A translation award could too easily reinforce the ghettoisation of translated poetry but, by including it along with untranslated work, I sincerely hope Duffy's new prize helps to raise the status of translating in the British poetry scene.

Reviews Bubbling Up

The first print review of The Ambulance Box is in! It's part of a piece in Magma 44, where Rosie Shepperd reviews it alongside Paula Meehan’s Painting Rain (Carcanet) and River Wolton’s The Purpose of Your Visit (Smith/Doorstop Books). The review is thorough and extremely positive. Here's a headline quote:

delights readers with a dance through images and words that express powerful visionary and and spiritual experiences.

The issue also contains reviews of several friends' books: Ben Wilkinson reviews Rob A Mackenzie's The Opposite of Cabbage enthusiastically alongside no lesser names than Mark Doty and John Agard; there's a mixed review of Lorraine Mariner's fresh quirky and moving Furniture that nonetheless includes some high praise indeed; and another fine poet, Claire Crowther, provides a very positive review of Polly Clark's Farewell My Lovely.

Click the cover image above to go to the page for this issue of the magazine, though you can't read the review online. It's a great encouragement to be reviewed so warmly in such a good publication.

Wednesday, July 08, 2009

Bridging the Pond

My Cyclone virtual book tour skips over the Atlantic today to stop in Ojai, California at poet Robert Peake's blog. Thanks to the wonders of Skype and Robert's technical know-how, you can see and hear us discuss the surprises of publication; language; the music of poetry; the importance of the page; and grief and hope. You can also hear me read "Berlin/Berlin/Berlin" and "Pedestrian" from The Ambulance Box.

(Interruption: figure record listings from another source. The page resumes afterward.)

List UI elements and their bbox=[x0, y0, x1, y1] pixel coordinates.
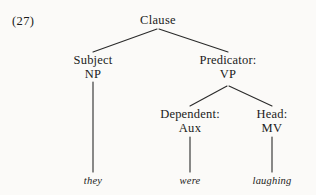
branch-clause-subject bbox=[93, 29, 157, 52]
node-subject-category: NP bbox=[74, 68, 113, 82]
terminal-word-were: were bbox=[180, 175, 201, 186]
branch-vp-dependent bbox=[190, 86, 227, 106]
node-predicator-category: VP bbox=[199, 68, 256, 82]
branch-vp-head bbox=[229, 86, 272, 106]
terminal-word-they: they bbox=[84, 175, 102, 186]
node-predicator-vp: Predicator: VP bbox=[199, 54, 256, 81]
node-clause-label: Clause bbox=[140, 14, 176, 28]
terminal-word-laughing: laughing bbox=[253, 175, 292, 186]
node-head-category: MV bbox=[257, 122, 288, 136]
node-dependent-category: Aux bbox=[160, 122, 220, 136]
node-predicator-function: Predicator: bbox=[199, 54, 256, 68]
node-dependent-function: Dependent: bbox=[160, 108, 220, 122]
tree-branch-lines bbox=[0, 0, 316, 195]
node-dependent-aux: Dependent: Aux bbox=[160, 108, 220, 135]
node-head-mv: Head: MV bbox=[257, 108, 288, 135]
node-clause: Clause bbox=[140, 14, 176, 28]
syntax-tree-figure: (27) Clause Subject NP Predicator: VP bbox=[0, 0, 316, 195]
branch-clause-predicator bbox=[159, 29, 228, 52]
node-head-function: Head: bbox=[257, 108, 288, 122]
node-subject-np: Subject NP bbox=[74, 54, 113, 81]
node-subject-function: Subject bbox=[74, 54, 113, 68]
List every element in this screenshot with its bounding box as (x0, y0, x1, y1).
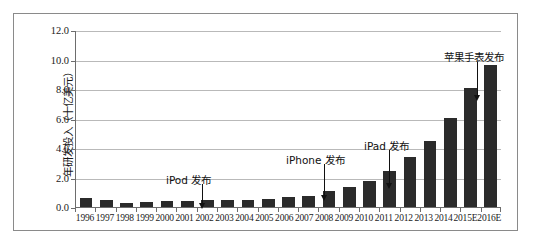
x-axis-tick-mark (95, 208, 96, 212)
y-axis-tick-label: 6.0 (27, 114, 69, 125)
x-axis-labels: 1996199719981999200020012002200320042005… (75, 213, 501, 223)
bar-slot (339, 31, 359, 207)
x-axis-tick-mark (359, 208, 360, 212)
x-axis-tick-mark (318, 208, 319, 212)
x-axis-tick-mark (481, 208, 482, 212)
y-axis-tick-label: 0.0 (27, 203, 69, 214)
bar (161, 201, 174, 207)
x-axis-tick-label: 2015E (454, 213, 478, 223)
x-axis-tick-label: 2008 (314, 213, 334, 223)
bar (404, 157, 417, 207)
x-axis-tick-mark (156, 208, 157, 212)
chart-frame: 年研发投入（十亿美元） 0.02.04.06.08.010.012.0 1996… (13, 13, 518, 231)
bar (100, 200, 113, 207)
bar-slot (319, 31, 339, 207)
x-axis-tick-label: 1997 (95, 213, 115, 223)
x-axis-tick-mark (136, 208, 137, 212)
x-axis-tick-label: 2007 (294, 213, 314, 223)
bar-slot (137, 31, 157, 207)
plot-area (75, 31, 501, 208)
bar (181, 201, 194, 207)
bar (343, 187, 356, 207)
bar (424, 141, 437, 207)
bar-slot (299, 31, 319, 207)
bar-slot (278, 31, 298, 207)
x-axis-tick-mark (420, 208, 421, 212)
bar (140, 202, 153, 207)
x-axis-tick-label: 2013 (414, 213, 434, 223)
y-axis-tick-label: 4.0 (27, 144, 69, 155)
x-axis-tick-mark (75, 208, 76, 212)
x-axis-tick-label: 2006 (274, 213, 294, 223)
x-axis-tick-mark (500, 208, 501, 212)
x-axis-tick-mark (440, 208, 441, 212)
bar-slot (400, 31, 420, 207)
x-axis-tick-label: 2010 (354, 213, 374, 223)
x-axis-tick-mark (116, 208, 117, 212)
bar (242, 200, 255, 207)
x-axis-tick-label: 1999 (135, 213, 155, 223)
bar (221, 200, 234, 207)
bar (464, 88, 477, 207)
x-axis-tick-label: 2004 (234, 213, 254, 223)
x-axis-tick-label: 2005 (254, 213, 274, 223)
x-axis-tick-mark (278, 208, 279, 212)
bar-slot (359, 31, 379, 207)
x-axis-tick-label: 1996 (75, 213, 95, 223)
bar (282, 197, 295, 207)
x-axis-tick-mark (400, 208, 401, 212)
x-axis-tick-label: 2002 (195, 213, 215, 223)
x-axis-tick-label: 2012 (394, 213, 414, 223)
annotation-label: iPad 发布 (364, 138, 409, 153)
x-axis-tick-label: 2009 (334, 213, 354, 223)
x-axis-tick-mark (298, 208, 299, 212)
x-axis-tick-label: 2000 (155, 213, 175, 223)
y-axis-tick-label: 8.0 (27, 85, 69, 96)
bar (484, 65, 497, 207)
bar-slot (258, 31, 278, 207)
annotation-label: 苹果手表发布 (444, 49, 504, 64)
y-axis-tick-label: 12.0 (27, 26, 69, 37)
x-axis-tick-mark (237, 208, 238, 212)
bar-slot (238, 31, 258, 207)
x-axis-tick-mark (460, 208, 461, 212)
bar (444, 118, 457, 207)
x-axis-tick-mark (217, 208, 218, 212)
bar-slot (116, 31, 136, 207)
bar-slot (420, 31, 440, 207)
bar-series (76, 31, 501, 207)
bar (262, 199, 275, 207)
x-axis-tick-label: 2001 (175, 213, 195, 223)
bar (302, 196, 315, 208)
y-axis-tick-label: 10.0 (27, 55, 69, 66)
annotation-label: iPhone 发布 (286, 152, 345, 167)
annotation-label: iPod 发布 (166, 172, 211, 187)
x-axis-tick-label: 2016E (477, 213, 501, 223)
x-axis-tick-label: 2003 (214, 213, 234, 223)
x-axis-tick-label: 2014 (434, 213, 454, 223)
x-axis-tick-mark (339, 208, 340, 212)
bar (120, 203, 133, 207)
y-axis-tick-label: 2.0 (27, 173, 69, 184)
bar (80, 198, 93, 207)
bar-slot (218, 31, 238, 207)
x-axis-tick-label: 2011 (374, 213, 394, 223)
x-axis-tick-label: 1998 (115, 213, 135, 223)
x-axis-tick-mark (258, 208, 259, 212)
x-axis-tick-mark (379, 208, 380, 212)
bar-slot (96, 31, 116, 207)
bar (363, 181, 376, 207)
x-axis-tick-mark (176, 208, 177, 212)
bar-slot (76, 31, 96, 207)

The whole 35-minute interview is available to view at Robert's post. The lip sync is a bit out in places, but I hope you take as much pleasure in hearing the interview as I took in speaking to him. Alternatively, you could view the five self-contained sections of video if you don't have time to digest it in a oner or simply play the audio of the full chat. Take time to explore Robert's intelligent, sensitive blog too.

Next week, I'm back on virtual home ground when I stop at Kevin Cadwallender's blog.

Thursday, July 02, 2009

"The Night" Today

My choice of classic poem has just gone up on the Scottish Poetry Library's Reading Room site. Click here to read my thoughts on Henry Vaughan's "The Night". Don't omit to browse the growing wealth of previous choices too.

Founded and Boxed

Just back online after my trip to London for the Lemon Monkey reading (a fanstastic evening of which more anon) and a brief computer hiatus enforced by redecorating. All of which leaves me with two tour stops to catch up on.

First of all, on Monday, as Rob Mackenzie and I sped southwards on the not yet renationalised east coast mainline, Ivy Alvarez posted her interview with me on Dumbfoundry. Swing by to read about Biblical imagery and myth, the distancing or solidary effect of using Scots and how much distance I put between myself and the floor when I first saw copies of my book.

Today, I'm at Mark Calder's blog Boxolgies for some political and theological blether. Read my thoughts on language as power and resistance, the necessity of saying the impossible to say, and how I would review my own poetry*.

*Little do you know what you're letting yourself in for when you ask folk for these questions!